No Adam Mayhew had graduated Harvard in 1954. Right. I scanned photos. Eye and hand stopped dead at “Andrew Manley.” Same initials. Bingo. You can’t visit this detective toting your monogrammed briefcase, wearing your Harvard class ring, and hope to remain incognito. I raised my glance, saw familiar eyes, familiar ears.

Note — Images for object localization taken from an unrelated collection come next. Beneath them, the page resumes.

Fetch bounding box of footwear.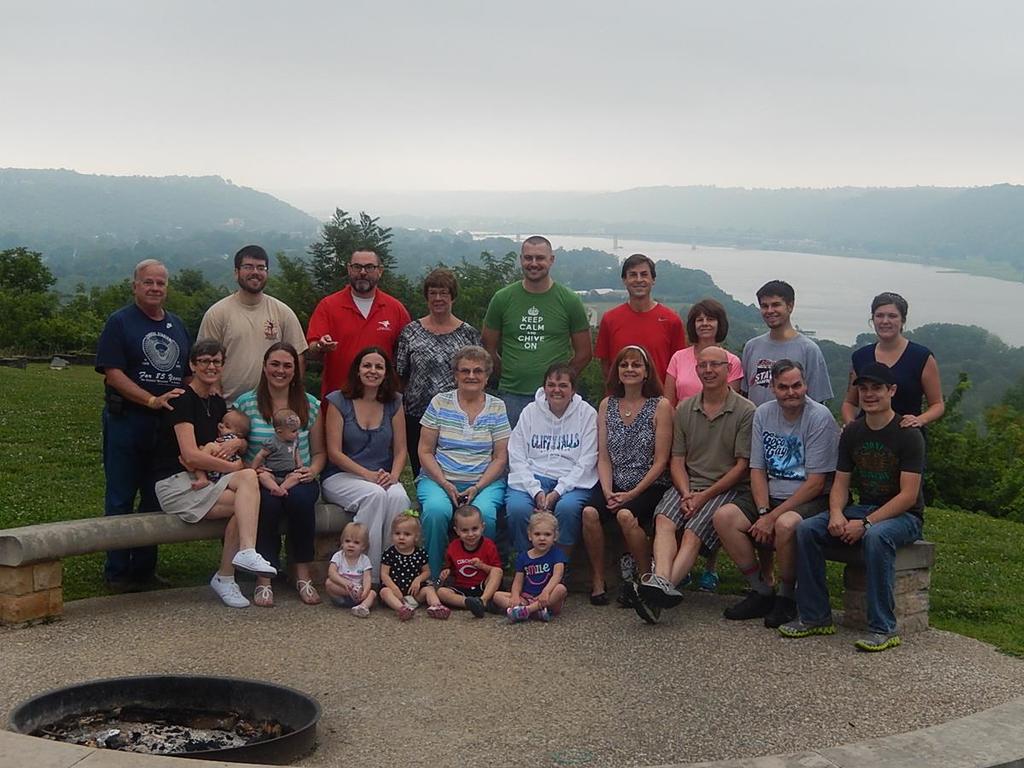
Bbox: bbox=[637, 574, 687, 608].
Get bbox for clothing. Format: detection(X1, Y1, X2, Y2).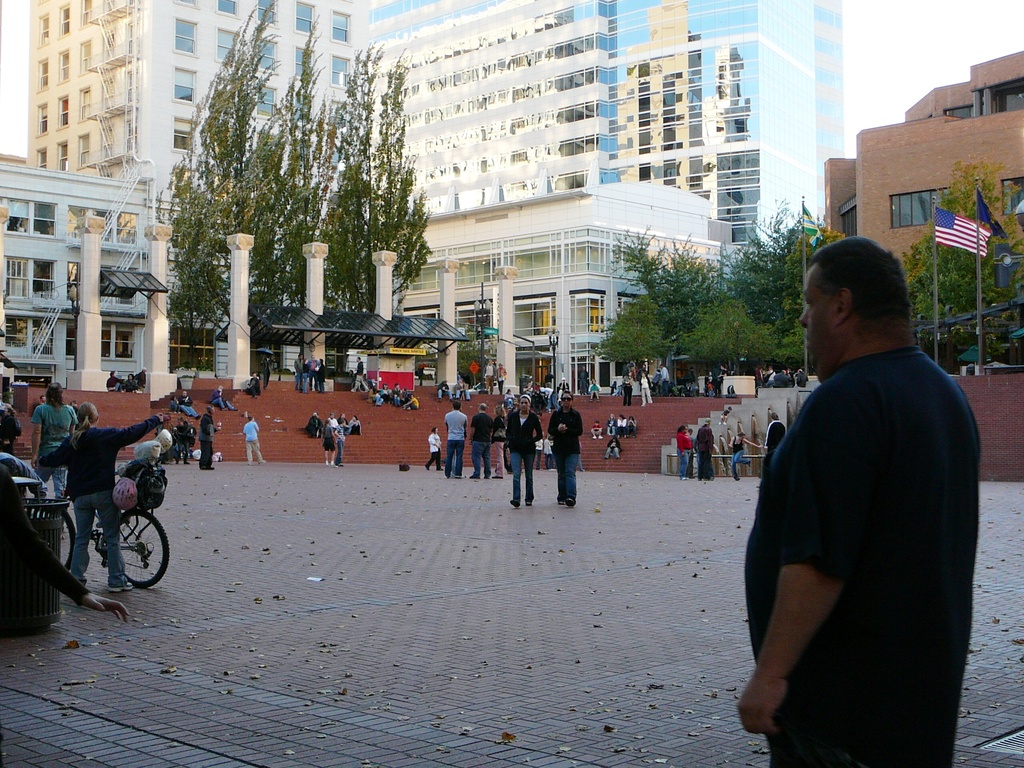
detection(500, 408, 543, 509).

Adam/Andrew had aged well. According to a cryptic note underneath his individual black-and-white photo, med school lurked in his future. “Super-surgeon!” it proclaimed. Nickname: “Drew.” He’d played clarinet, chess, tennis. His hair was startlingly blond, close cut. At twenty-one he’d appeared hawklike. Now his face had wrinkled and puffed into a kindly ball, the image of gentleness. Which likeness was truer to the man? Do we age into our faces? Create them by will?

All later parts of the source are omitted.